The fastest score can be looked at two ways. Either by number of plays or time taken off the clock. In Super Bowl XLI, Bears speedster Devin Hester scored on the opening kickoff, speeding from one end of the field to the other in 14 seconds. One play, one score.
But several years later, in Super Bowl XLVIII in MetLife Stadium, the first outdoor cold weather Super Bowl, the first snap of the game went into the end zone for a safety.
Hester would be the answer as far as an unbreakable record goes: you can’t score before the opening kickoff. But what about the time factor?
Because Broncos kickoff returner Trindon Holliday didn’t get a chance to run as much as Hester did on his return, Denver started the first play from scrimmage with 14:53 on the clock, and the safety came five seconds later, making 12 seconds the new record for earliest points on the board, beating Hester by two full seconds.
It’s possible to get a faster score than that, and even a faster safety, if a returner fielded the opening kickoff at the 1-yard line and had a brain fart to down the ball in the end zone. It’s probably more likely that someone could run back a kickoff for a touchdown in under 12 seconds, as Hester’s dash covered a lot more ground than the 92 yards he got credit for — he went from one side of the field to the other along the way.

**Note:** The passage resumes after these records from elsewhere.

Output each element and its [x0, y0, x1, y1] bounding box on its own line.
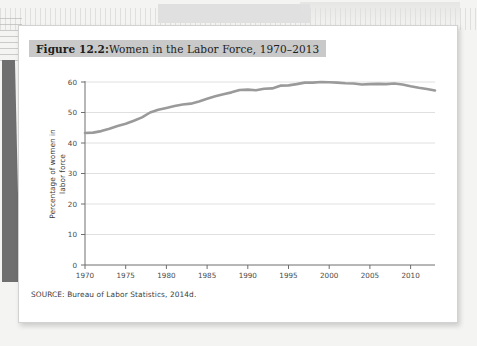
x-tick-label: 1970 — [76, 271, 95, 280]
line-chart: 60 50 40 30 20 10 0 1970 1975 1980 1985 — [19, 26, 457, 322]
y-tick-label: 10 — [68, 230, 78, 239]
data-line-series — [85, 82, 435, 133]
x-tick-label: 2010 — [401, 271, 420, 280]
source-note: SOURCE: Bureau of Labor Statistics, 2014… — [31, 290, 196, 299]
y-tick-label: 50 — [68, 108, 78, 117]
x-tick-label: 1985 — [198, 271, 216, 280]
y-axis-title-line2: labor force — [58, 154, 67, 194]
x-tick-label: 2000 — [320, 271, 339, 280]
y-axis-title-line1: Percentage of women in — [48, 129, 57, 219]
x-tick-label: 1975 — [117, 271, 135, 280]
gridlines — [85, 82, 435, 235]
figure-page: Figure 12.2: Women in the Labor Force, 1… — [18, 25, 458, 323]
y-axis-title: Percentage of women in labor force — [48, 129, 67, 219]
x-tick-label: 1995 — [279, 271, 297, 280]
y-tick-label: 60 — [68, 78, 78, 87]
y-tick-label: 0 — [72, 261, 77, 270]
y-tick-labels: 60 50 40 30 20 10 0 — [68, 78, 78, 270]
x-tick-label: 1980 — [157, 271, 176, 280]
x-tick-label: 2005 — [361, 271, 379, 280]
x-tick-label: 1990 — [239, 271, 258, 280]
y-tick-label: 20 — [68, 200, 78, 209]
x-tick-marks — [85, 265, 411, 269]
y-tick-marks — [81, 82, 85, 265]
desk-gray-band — [158, 4, 310, 23]
y-tick-label: 30 — [68, 169, 78, 178]
x-tick-labels: 1970 1975 1980 1985 1990 1995 2000 2005 … — [76, 271, 420, 280]
y-tick-label: 40 — [68, 139, 78, 148]
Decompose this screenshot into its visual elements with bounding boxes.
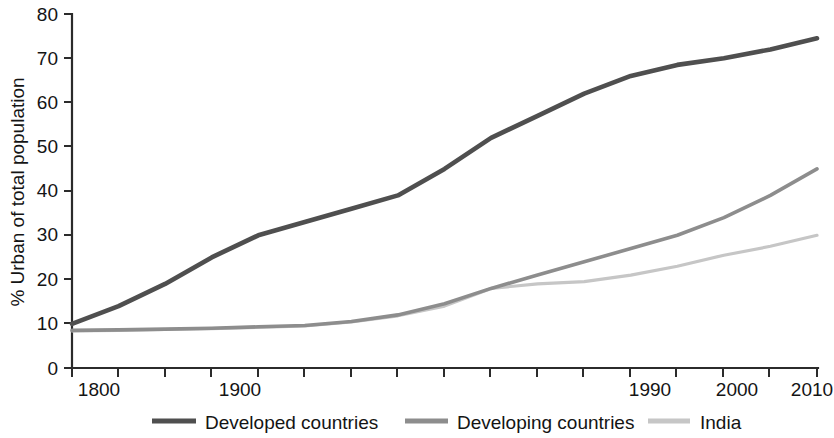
x-tick-label-2000: 2000 [716,379,758,400]
series-group [72,38,817,331]
chart-legend: Developed countries Developing countries… [152,412,742,433]
x-tick-label-2010: 2010 [791,379,833,400]
y-tick-label: 20 [37,269,58,290]
y-tick-label: 50 [37,136,58,157]
y-tick-label: 0 [47,358,58,379]
y-tick-label: 30 [37,224,58,245]
chart-container: % Urban of total population 80 70 60 50 … [0,0,834,438]
legend-item-india[interactable]: India [648,412,742,433]
legend-item-developing[interactable]: Developing countries [405,412,634,433]
y-tick-label: 60 [37,92,58,113]
x-tick-label-1900: 1900 [219,379,261,400]
legend-item-developed[interactable]: Developed countries [152,412,378,433]
x-tick-label-1800: 1800 [78,379,120,400]
x-axis-tick-labels: 1800 1900 1990 2000 2010 [78,379,833,400]
series-line-india [72,235,817,330]
y-tick-label: 70 [37,48,58,69]
legend-label-developing: Developing countries [457,412,634,433]
y-tick-marks [64,14,72,368]
y-axis-tick-labels: 80 70 60 50 40 30 20 10 0 [37,4,58,379]
legend-label-developed: Developed countries [205,412,378,433]
y-tick-label: 40 [37,180,58,201]
series-line-developed [72,38,817,324]
x-tick-marks [72,368,817,377]
y-tick-label: 10 [37,313,58,334]
legend-label-india: India [700,412,742,433]
y-tick-label: 80 [37,4,58,25]
line-chart: % Urban of total population 80 70 60 50 … [0,0,834,438]
x-tick-label-1990: 1990 [629,379,671,400]
y-axis-title: % Urban of total population [7,77,28,306]
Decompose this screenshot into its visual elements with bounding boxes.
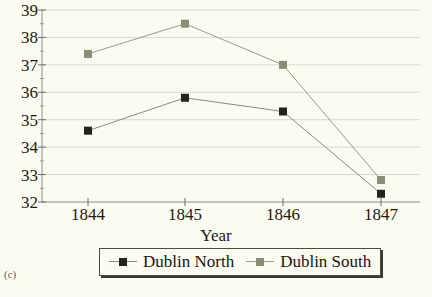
legend-marker-dublin-south xyxy=(246,256,274,268)
legend-item-dublin-south[interactable]: Dublin South xyxy=(246,252,371,272)
x-tick-label: 1844 xyxy=(56,206,120,223)
data-point xyxy=(279,61,287,69)
y-tick-label: 33 xyxy=(4,167,38,184)
legend-item-dublin-north[interactable]: Dublin North xyxy=(109,252,234,272)
legend-marker-dublin-north xyxy=(109,256,137,268)
data-point xyxy=(377,190,385,198)
data-point xyxy=(377,176,385,184)
y-tick-label: 37 xyxy=(4,57,38,74)
x-tick-label: 1847 xyxy=(349,206,413,223)
y-tick-label: 35 xyxy=(4,112,38,129)
legend-label-dublin-north: Dublin North xyxy=(143,252,234,272)
y-tick-label: 32 xyxy=(4,194,38,211)
y-tick-label: 34 xyxy=(4,139,38,156)
data-point xyxy=(279,107,287,115)
x-tick-label: 1845 xyxy=(153,206,217,223)
y-axis-tick-labels: 3233343536373839 xyxy=(0,0,38,297)
y-tick-label: 39 xyxy=(4,2,38,19)
chart-figure: 3233343536373839 1844184518461847 Year D… xyxy=(0,0,432,297)
legend-label-dublin-south: Dublin South xyxy=(280,252,371,272)
x-axis-title: Year xyxy=(0,226,432,246)
chart-legend: Dublin North Dublin South xyxy=(99,248,381,276)
y-tick-label: 38 xyxy=(4,29,38,46)
data-point xyxy=(84,127,92,135)
panel-label: (c) xyxy=(4,268,16,280)
data-point xyxy=(181,94,189,102)
y-tick-label: 36 xyxy=(4,84,38,101)
data-point xyxy=(181,20,189,28)
data-point xyxy=(84,50,92,58)
x-tick-label: 1846 xyxy=(251,206,315,223)
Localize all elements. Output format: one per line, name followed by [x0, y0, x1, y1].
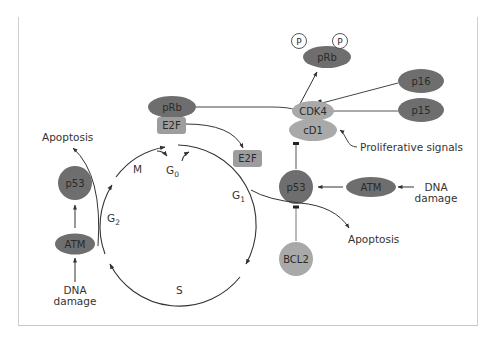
cd1-label: cD1 — [303, 125, 323, 136]
cdk4-to-prb-arrow — [300, 72, 317, 104]
bcl2-label: BCL2 — [283, 254, 309, 265]
prb-to-cdk4-line — [196, 107, 295, 110]
cdk4-cyclin-complex: CDK4 cD1 p16 p15 Proliferative signals — [289, 69, 463, 153]
right-pathway: p53 ATM DNA damage Apoptosis BCL2 — [251, 142, 457, 276]
s-arc — [110, 264, 240, 306]
p15-label: p15 — [411, 105, 430, 116]
g0-entry-arrow — [157, 151, 167, 156]
left-pathway: Apoptosis p53 ATM DNA damage — [42, 131, 99, 307]
phase-s-label: S — [176, 284, 183, 296]
bcl2-p53-inhibition-bar — [293, 206, 299, 209]
prb-e2f-complex: pRb E2F E2F — [148, 96, 295, 167]
p16-label: p16 — [411, 76, 430, 87]
phase-m-label: M — [133, 163, 142, 175]
e2f-release-arrow — [186, 124, 243, 148]
e2f-free-label: E2F — [238, 153, 257, 164]
e2f-bound-label: E2F — [162, 120, 181, 131]
phosphate-right-label: P — [337, 37, 343, 47]
prb-phospho-label: pRb — [317, 52, 337, 63]
apoptosis-left-label: Apoptosis — [42, 131, 93, 143]
atm-left-label: ATM — [65, 239, 86, 250]
phosphate-left-label: P — [296, 37, 302, 47]
atm-right-label: ATM — [361, 182, 382, 193]
phase-g2-label: G2 — [107, 212, 120, 227]
proliferative-signals-label: Proliferative signals — [360, 141, 463, 153]
phase-labels: M G0 G1 S G2 — [107, 163, 245, 296]
p53-left-label: p53 — [65, 178, 84, 189]
phase-g0-label: G0 — [166, 164, 179, 179]
g0-exit-arrow — [182, 152, 189, 161]
p16-inhibition-line — [322, 83, 398, 103]
phase-g1-label: G1 — [232, 189, 245, 204]
proliferative-signals-arrow — [340, 130, 357, 147]
cdk4-label: CDK4 — [299, 106, 327, 117]
dna-damage-left-line2: damage — [54, 295, 97, 307]
phospho-prb-group: pRb P P — [292, 34, 352, 105]
prb-bound-label: pRb — [162, 102, 182, 113]
apoptosis-right-label: Apoptosis — [348, 233, 399, 245]
cell-cycle-diagram: M G0 G1 S G2 Apoptosis p53 ATM DNA damag… — [0, 0, 495, 338]
p53-right-label: p53 — [286, 182, 305, 193]
p53-cd1-inhibition-bar — [293, 142, 299, 145]
dna-damage-right-line2: damage — [415, 192, 458, 204]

But as far as “number of plays into the game” goes, you can’t beat Devin Hester’s one.
One fascinating note is Hall of Fame QB Peyton Manning was part of both scores (technically), and on the wrong end of both. Directly invoiced in Super Bowl XLVIII when Manny Ramirez snapped the ball over his head and into the end zone for a safety when Knowshon Moreno dove on it, and indirectly when he was on the Colts’ sideline watching Hester run back the opening kick 92 yards for a score.